Mobileye at CES
Mobileye was acquired by Intel in 2017 for roughly $15B, and spun out as an independent company about three months ago, making it probably the largest Israeli company by market cap. Prof. Amnon Shashua, founder and CEO of Mobileye, gave a presentation at CES last week. He shared his views on the state of the autonomous driving industry and gave some updates on Mobileye’s progress. (full disclosure: my brother works for Mobileye).
The Israeli media made sure to call out his previous promises about launching a fully automated robotaxi service in Tel Aviv by 2022 (which obviously did not happen). Shashua explained that while the sentiment pendulum has swung to the skeptic “no AV before 2050” side, he thinks that their technology creates a viable path to scale up Autonomous Vehicles in the near future. I’ll make sure to let you know as soon as something is launched in Tel Aviv.
In terms of business strategy, it sounds like Mobileye have shifted their plan from building their own robotaxi service (which was the reasoning behind the Moovit acquisition back in 2020), into licensing their tech to partners. Shashua claims that the challenge in launching a robotaxi service is no longer technical, since it is limited to a specific metropolitan area. It is at this point mainly a business challenge of building a profitable service and establishing a customer base. There are a number of deals and POCs that were announced.

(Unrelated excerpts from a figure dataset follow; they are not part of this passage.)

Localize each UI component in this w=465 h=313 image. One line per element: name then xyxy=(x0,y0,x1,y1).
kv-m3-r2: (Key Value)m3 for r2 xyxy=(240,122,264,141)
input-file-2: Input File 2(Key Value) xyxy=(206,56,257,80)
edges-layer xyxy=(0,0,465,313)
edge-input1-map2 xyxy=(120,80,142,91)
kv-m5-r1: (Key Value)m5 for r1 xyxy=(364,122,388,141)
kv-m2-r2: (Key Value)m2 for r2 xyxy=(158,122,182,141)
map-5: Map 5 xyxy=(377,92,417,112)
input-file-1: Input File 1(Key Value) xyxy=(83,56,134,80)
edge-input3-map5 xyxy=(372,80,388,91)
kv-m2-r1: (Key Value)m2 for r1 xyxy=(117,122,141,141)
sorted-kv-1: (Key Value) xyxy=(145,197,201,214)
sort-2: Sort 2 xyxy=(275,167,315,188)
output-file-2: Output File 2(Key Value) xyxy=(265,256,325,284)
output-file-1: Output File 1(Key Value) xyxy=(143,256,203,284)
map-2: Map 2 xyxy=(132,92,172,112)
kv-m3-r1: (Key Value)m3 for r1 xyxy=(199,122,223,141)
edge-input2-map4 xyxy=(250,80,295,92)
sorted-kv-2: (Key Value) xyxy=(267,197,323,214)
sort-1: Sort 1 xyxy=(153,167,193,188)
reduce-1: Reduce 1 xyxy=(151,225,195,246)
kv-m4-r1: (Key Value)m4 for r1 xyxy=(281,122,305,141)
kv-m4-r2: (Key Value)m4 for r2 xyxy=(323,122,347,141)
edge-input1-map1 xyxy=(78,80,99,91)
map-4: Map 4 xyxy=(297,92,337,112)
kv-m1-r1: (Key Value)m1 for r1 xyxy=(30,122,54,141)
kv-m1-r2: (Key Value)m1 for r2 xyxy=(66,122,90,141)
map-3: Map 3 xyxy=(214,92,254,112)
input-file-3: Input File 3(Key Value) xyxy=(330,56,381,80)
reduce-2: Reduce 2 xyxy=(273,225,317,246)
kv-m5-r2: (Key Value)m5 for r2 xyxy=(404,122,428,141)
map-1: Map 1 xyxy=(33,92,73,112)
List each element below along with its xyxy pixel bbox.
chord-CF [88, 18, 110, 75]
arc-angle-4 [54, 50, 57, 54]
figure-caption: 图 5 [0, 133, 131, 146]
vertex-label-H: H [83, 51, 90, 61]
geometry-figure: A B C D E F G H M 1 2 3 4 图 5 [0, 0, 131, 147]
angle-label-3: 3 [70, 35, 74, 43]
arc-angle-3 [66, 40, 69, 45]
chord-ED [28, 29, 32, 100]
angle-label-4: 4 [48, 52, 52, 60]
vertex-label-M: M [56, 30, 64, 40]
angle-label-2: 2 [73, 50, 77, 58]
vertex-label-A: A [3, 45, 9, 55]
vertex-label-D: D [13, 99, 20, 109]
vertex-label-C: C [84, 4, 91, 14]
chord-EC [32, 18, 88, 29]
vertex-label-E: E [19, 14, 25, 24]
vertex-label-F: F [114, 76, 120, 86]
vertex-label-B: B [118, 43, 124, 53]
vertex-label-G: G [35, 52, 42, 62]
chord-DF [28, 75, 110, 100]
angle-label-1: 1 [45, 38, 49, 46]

There are still technical challenges on the Consumer AV front though, since the cars are not limited to any specific geographies. Mobileye takes an incremental approach, introducing a portfolio of products that are meant to gradually automate more and more of the driving tasks over time.
Taking It To The Bank
While some of America’s most successful entrepreneurs were engaging in a “billionaire space race” in 2021 (between SpaceX, Blue Origin, and Virgin Galactic), a somewhat similar race is developing amongst some of Israel’s successful entrepreneurs. Only with a goal not as ambitious as launching a rocket to space and landing it back safely. The Israeli version is a race to build a digital bank.
Outside of being the founder and CEO of Mobileye, Prof. Shashua is also a co-founder of AI21 (which I’ve mentioned in edition #5), and the founder of ONE ZERO Digital Bank, the first bank to open in Israel in over 40 years. Self-Driving Cars plus the “Israeli OpenAI” plus a digital payments company - the only things missing to qualify as the Israeli Elon Musk are buying a social network and launching rockets into space.

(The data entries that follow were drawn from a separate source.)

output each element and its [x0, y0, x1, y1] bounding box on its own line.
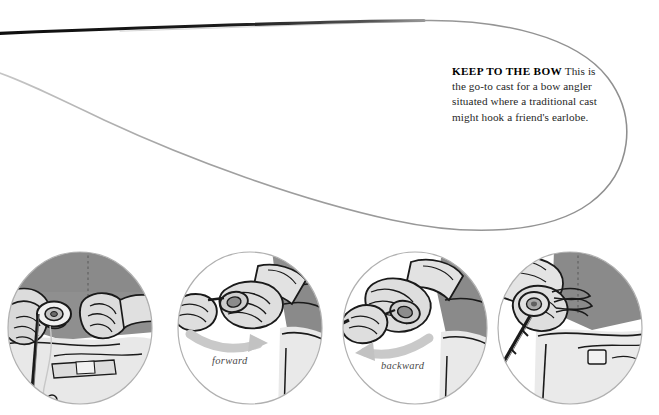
rod-tip-line: [0, 21, 424, 34]
panel-label-backward: backward: [381, 360, 424, 371]
instruction-panel-strip: forward: [0, 248, 659, 415]
caption-lead: KEEP TO THE BOW: [452, 65, 562, 77]
page-root: KEEP TO THE BOW This is the go-to cast f…: [0, 0, 659, 415]
fly-line-loop: [0, 20, 627, 230]
panel-release: [492, 248, 656, 415]
caption-block: KEEP TO THE BOW This is the go-to cast f…: [452, 64, 604, 125]
panel-backward-stroke: backward: [337, 248, 501, 415]
panel-label-forward: forward: [212, 355, 248, 366]
panel-forward-stroke: forward: [172, 248, 336, 415]
panel-grip-setup: [2, 248, 166, 415]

How exciting was it to learn that in addition to the banking license earned by One Zero in 2019, another banking license was granted in late 2022. Another digital bank was born in Israel - Esh (Hebrew for “fire”), founded by Nir Zuk (founder of Palo Alto Networks).
Esh just raised ~$30M at $500M valuation from Clal (one of Israel’s lead financial institutions), and is run by Yuval Aloni as CEO, who is the former Israel Securities Authority chairman.

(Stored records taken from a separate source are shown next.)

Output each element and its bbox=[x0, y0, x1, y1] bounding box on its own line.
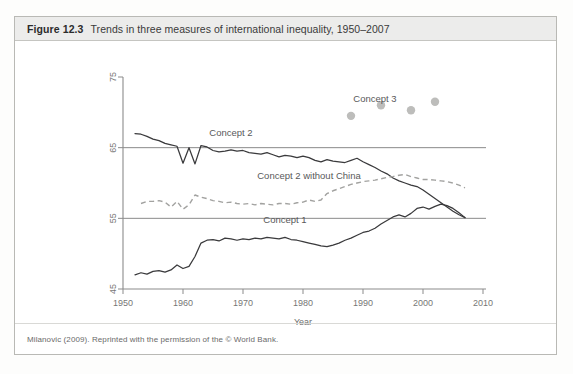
chart-plot-area: 455565751950196019701980199020002010Year… bbox=[15, 41, 556, 331]
label-concept-2-without-china: Concept 2 without China bbox=[257, 170, 361, 181]
concept3-data-point bbox=[347, 112, 355, 120]
x-tick-label-2010: 2010 bbox=[473, 298, 493, 308]
source-note: Milanovic (2009). Reprinted with the per… bbox=[27, 335, 278, 344]
figure-container: Figure 12.3 Trends in three measures of … bbox=[14, 16, 557, 355]
figure-header: Figure 12.3 Trends in three measures of … bbox=[15, 17, 556, 41]
inequality-line-chart: 455565751950196019701980199020002010Year… bbox=[15, 41, 556, 331]
figure-number: Figure 12.3 bbox=[27, 23, 84, 35]
x-tick-label-2000: 2000 bbox=[413, 298, 433, 308]
x-tick-label-1970: 1970 bbox=[233, 298, 253, 308]
y-tick-label-75: 75 bbox=[108, 72, 118, 82]
concept3-data-point bbox=[431, 98, 439, 106]
y-tick-label-55: 55 bbox=[108, 213, 118, 223]
x-tick-label-1980: 1980 bbox=[293, 298, 313, 308]
label-concept-3: Concept 3 bbox=[353, 93, 396, 104]
concept3-data-point bbox=[407, 106, 415, 114]
figure-title: Trends in three measures of internationa… bbox=[91, 23, 390, 35]
label-concept-1: Concept 1 bbox=[263, 214, 306, 225]
figure-page: Figure 12.3 Trends in three measures of … bbox=[0, 0, 573, 374]
x-tick-label-1950: 1950 bbox=[113, 298, 133, 308]
y-tick-label-45: 45 bbox=[108, 284, 118, 294]
x-tick-label-1990: 1990 bbox=[353, 298, 373, 308]
x-axis-title: Year bbox=[294, 317, 312, 327]
y-tick-label-65: 65 bbox=[108, 143, 118, 153]
footer-divider bbox=[15, 323, 556, 324]
label-concept-2: Concept 2 bbox=[209, 127, 252, 138]
x-tick-label-1960: 1960 bbox=[173, 298, 193, 308]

Amnon Shashua and Nir Zuk are trying to challenge the Israeli bank duopoly of the last 100 years. In a country with a limited TAM of less than 10 million people, and two banks dominating the local market since before the State of Israel was officially founded in 1948, this might turn out to be just as monumental of a task as launching rockets into space.
Link to article about Esh recent funding
Personal Anecdote of the Week: Dinner at Dizengoff Square
Meir Dizengoff was the first mayor of Tel Aviv, and Dizengoff Square was named in honor of his Zina in the 1930’s. Wikipedia says that it was referred to as "the Étoile of Tel Aviv" back then, since it is a roundabout at the meeting of six streets.
My wife and I had dinner at a nearby cafe this week. Dizengoff Square is centrally located - 15-20 minutes walk away from where most tech offices are located (or 6-7 minutes by scooter), and a 10 minutes walk away from the beach. Even so, I didn’t remember it being a nice spot before I moved to San Francisco in 2014. The square has changed a lot since then.


The city was shifting its priorities in recent years, from accommodating cars to focus on pedestrians and urban-friendly modes of transportation, like buses, bicycles and perhaps a robotaxi service in the near future. The square was rebuilt as part of this shift in 2018, and turned into a very popular spot during Covid. With bars and restaurants being closed, people used to hang out together over dinner or drinks all around the square.
We had a great time walking around the square just before sunset. It’s also fun to see how the city transformed a spot that used to be unpleasant to walk through, into such a nice and lively gem.